Can Sita be the Role Model for Contemporary Women?

Can Sita be the Role Model for Contemporary Women? June 9, 2012

Women’s struggle to break the shackles of patriarchy and come of their own is a part of democratization/secularization process of society. In India while this equality has been granted right with the implementation of Constitution in free India, the social realities are far from those of equality. With the rise of cultural, religious and social norms, which accompany politics in the name of religion, the matters are worse off as far as struggle for gender justice is concerned. While women’s movement has been asserting the longing for equality, this process has got several obstacles and these obstacles, when couched in the language of religion become much more difficult to overcome.

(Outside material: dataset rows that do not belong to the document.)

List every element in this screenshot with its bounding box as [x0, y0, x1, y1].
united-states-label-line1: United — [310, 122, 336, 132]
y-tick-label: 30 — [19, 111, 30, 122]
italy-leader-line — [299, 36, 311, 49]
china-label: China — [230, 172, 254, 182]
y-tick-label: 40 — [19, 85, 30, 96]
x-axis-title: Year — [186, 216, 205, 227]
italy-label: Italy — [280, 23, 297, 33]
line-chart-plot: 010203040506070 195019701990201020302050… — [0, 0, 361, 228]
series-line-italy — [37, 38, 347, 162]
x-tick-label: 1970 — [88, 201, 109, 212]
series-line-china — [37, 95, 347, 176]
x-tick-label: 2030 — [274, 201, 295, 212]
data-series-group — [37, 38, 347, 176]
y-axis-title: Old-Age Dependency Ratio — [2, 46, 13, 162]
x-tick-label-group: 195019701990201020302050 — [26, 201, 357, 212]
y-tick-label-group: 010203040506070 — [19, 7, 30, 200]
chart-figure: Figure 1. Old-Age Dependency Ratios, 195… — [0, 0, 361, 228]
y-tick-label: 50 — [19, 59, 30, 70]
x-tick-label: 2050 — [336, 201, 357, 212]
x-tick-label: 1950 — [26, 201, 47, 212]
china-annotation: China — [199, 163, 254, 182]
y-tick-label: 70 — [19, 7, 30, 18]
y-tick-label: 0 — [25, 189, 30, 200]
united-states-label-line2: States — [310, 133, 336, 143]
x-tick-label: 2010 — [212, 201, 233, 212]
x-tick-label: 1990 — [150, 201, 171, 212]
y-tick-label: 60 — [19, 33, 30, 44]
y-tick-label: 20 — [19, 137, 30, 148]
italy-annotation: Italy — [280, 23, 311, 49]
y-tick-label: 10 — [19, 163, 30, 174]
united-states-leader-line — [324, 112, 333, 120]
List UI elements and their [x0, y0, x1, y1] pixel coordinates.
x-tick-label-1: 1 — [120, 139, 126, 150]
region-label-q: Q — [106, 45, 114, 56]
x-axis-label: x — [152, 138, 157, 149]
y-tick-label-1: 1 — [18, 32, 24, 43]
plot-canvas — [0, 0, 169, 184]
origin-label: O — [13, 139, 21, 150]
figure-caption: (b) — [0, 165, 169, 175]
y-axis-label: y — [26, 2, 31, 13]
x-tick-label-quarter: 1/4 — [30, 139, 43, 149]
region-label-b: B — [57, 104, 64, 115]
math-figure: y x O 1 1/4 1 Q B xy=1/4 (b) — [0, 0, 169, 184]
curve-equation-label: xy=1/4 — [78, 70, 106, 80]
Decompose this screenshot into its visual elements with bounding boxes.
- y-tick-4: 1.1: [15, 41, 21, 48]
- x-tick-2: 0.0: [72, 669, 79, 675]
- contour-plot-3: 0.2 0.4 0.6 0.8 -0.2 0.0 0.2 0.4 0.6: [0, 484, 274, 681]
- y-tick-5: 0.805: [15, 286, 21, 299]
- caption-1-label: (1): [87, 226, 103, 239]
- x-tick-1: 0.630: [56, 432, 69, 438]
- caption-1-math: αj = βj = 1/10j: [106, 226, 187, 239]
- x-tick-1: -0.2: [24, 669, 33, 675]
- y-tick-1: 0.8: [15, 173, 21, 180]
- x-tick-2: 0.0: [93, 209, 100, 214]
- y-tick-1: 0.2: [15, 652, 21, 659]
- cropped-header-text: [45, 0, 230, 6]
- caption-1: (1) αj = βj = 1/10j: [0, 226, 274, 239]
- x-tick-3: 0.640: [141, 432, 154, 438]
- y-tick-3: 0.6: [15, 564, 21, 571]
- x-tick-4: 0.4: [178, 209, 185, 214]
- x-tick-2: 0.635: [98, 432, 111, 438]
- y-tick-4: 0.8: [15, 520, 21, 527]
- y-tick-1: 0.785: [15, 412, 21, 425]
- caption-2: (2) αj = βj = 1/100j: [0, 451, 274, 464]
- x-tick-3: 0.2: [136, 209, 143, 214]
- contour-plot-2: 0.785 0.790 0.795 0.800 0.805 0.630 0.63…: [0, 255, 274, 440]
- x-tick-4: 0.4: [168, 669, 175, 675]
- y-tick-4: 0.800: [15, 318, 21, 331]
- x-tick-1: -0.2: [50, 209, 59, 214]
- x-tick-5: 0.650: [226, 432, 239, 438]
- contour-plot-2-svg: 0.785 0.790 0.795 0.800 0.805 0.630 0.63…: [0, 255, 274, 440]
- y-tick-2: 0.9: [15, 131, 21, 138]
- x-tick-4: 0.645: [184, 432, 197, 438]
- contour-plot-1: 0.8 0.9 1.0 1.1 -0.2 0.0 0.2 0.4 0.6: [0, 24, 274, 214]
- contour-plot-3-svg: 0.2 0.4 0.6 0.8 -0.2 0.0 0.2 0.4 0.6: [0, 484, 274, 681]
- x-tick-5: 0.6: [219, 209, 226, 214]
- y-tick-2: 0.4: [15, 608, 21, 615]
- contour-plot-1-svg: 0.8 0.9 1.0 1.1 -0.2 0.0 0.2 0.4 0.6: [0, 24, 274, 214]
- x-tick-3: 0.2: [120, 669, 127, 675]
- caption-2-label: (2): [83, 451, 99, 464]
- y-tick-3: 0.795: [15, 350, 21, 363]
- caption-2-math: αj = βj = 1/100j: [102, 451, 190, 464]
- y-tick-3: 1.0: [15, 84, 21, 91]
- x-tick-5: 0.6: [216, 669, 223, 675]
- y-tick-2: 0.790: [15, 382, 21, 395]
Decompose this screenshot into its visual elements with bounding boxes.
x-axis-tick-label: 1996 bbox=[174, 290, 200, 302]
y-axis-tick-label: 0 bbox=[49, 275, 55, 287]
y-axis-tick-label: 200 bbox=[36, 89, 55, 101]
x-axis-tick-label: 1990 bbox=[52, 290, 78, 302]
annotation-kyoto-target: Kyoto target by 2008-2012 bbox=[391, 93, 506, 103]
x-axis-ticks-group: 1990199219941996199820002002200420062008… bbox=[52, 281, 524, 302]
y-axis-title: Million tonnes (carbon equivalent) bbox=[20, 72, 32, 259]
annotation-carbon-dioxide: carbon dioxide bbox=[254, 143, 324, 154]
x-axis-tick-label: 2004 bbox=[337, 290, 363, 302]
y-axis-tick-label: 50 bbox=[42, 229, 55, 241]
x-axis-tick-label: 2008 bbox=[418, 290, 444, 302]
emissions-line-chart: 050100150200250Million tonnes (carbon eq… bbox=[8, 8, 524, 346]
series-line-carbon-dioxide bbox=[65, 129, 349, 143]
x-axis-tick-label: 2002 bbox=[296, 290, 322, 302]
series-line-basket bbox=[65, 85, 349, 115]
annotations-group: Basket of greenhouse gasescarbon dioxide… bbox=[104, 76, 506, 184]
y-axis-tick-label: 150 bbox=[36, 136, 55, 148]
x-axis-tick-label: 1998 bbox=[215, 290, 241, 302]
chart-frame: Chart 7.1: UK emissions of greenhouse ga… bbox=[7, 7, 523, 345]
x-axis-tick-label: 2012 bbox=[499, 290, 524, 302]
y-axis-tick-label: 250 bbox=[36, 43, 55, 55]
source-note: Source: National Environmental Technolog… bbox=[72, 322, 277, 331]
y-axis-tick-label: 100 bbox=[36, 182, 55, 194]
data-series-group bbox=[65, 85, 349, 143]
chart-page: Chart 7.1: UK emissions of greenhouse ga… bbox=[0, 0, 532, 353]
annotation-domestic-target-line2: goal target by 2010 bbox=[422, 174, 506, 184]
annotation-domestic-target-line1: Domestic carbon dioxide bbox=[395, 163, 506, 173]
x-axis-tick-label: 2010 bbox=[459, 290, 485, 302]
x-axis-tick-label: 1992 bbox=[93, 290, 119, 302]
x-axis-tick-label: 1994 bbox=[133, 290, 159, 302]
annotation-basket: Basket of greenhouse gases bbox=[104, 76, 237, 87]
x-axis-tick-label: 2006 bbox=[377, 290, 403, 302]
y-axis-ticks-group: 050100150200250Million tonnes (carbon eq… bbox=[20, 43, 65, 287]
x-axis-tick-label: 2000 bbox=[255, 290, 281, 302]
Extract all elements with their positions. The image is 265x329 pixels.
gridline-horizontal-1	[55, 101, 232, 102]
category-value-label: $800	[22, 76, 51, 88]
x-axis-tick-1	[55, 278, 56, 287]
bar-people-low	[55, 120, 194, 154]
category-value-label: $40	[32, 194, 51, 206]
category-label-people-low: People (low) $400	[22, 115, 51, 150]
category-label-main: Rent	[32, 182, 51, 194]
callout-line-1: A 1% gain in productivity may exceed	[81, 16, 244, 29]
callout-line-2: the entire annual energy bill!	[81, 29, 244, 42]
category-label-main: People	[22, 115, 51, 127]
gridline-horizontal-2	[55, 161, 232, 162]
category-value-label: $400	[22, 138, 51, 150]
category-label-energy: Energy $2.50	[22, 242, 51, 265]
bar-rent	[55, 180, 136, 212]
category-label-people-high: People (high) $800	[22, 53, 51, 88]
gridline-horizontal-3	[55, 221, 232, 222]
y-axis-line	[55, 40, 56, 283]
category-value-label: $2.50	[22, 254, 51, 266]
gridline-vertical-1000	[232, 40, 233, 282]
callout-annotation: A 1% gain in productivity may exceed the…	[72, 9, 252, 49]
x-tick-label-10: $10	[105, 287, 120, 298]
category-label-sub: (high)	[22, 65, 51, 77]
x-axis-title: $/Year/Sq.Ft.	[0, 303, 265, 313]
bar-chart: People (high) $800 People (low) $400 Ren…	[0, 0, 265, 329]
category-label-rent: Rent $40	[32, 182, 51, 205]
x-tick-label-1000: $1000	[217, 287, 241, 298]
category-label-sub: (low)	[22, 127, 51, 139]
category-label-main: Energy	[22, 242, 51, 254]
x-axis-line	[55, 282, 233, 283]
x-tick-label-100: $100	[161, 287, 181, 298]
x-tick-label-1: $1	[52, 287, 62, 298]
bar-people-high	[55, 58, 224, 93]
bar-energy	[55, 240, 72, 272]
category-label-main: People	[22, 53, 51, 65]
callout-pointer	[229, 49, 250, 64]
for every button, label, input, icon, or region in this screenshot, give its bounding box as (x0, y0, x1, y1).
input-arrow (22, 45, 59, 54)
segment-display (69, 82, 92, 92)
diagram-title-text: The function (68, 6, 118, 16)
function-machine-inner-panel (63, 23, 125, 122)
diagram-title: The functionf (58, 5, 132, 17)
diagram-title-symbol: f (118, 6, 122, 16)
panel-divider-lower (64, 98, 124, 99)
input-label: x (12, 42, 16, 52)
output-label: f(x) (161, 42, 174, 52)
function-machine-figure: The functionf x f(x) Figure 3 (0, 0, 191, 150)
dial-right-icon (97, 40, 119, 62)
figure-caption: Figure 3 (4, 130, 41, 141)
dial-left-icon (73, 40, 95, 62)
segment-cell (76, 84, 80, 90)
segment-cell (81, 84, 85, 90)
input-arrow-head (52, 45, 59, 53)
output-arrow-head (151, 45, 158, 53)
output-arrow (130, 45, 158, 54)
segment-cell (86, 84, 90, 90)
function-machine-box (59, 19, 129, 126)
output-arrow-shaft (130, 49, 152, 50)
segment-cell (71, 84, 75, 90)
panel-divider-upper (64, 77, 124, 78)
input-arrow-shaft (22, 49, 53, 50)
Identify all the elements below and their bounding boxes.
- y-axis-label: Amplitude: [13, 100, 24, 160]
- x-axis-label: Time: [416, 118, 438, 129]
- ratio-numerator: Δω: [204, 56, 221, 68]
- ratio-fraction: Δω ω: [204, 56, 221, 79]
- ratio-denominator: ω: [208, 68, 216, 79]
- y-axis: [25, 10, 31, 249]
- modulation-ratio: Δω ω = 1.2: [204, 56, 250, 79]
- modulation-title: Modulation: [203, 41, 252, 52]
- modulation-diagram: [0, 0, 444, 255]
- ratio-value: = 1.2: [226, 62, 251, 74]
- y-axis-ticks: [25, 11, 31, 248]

The observation of Bombay High Court (March 2012) that married women should be like Goddess Sita and should give up their all to accompany their husband like Sita did, is what is desirable. The learned judges were opining on a case of divorce in which woman is not willing to join her husband, who has got a job in Port Blair and she is living in Mumbai. The judge’s observation and taking a cue from the mythological figures itself has lot of problems. On the top of that the analogy of Sita may be most painful as far as women are concerned. Despite various versions of Lord Ram story prevailing around the most common and well known in this part of the country is the one of Valmiki. This Valmiki version has been made more popular byMahrshi Ramanand Sagar through his serial Ramayan. Here the character of Sita is most servile and subservient to the Lord. For example when Ram faces the dilemma of banishing her to forest on the alleged rumors of Sita’s chastity, Sita in Ramanand Sagar’s version herself prods her husband to send her to forest, quite a retrograde fall over the version of Valmiki himself.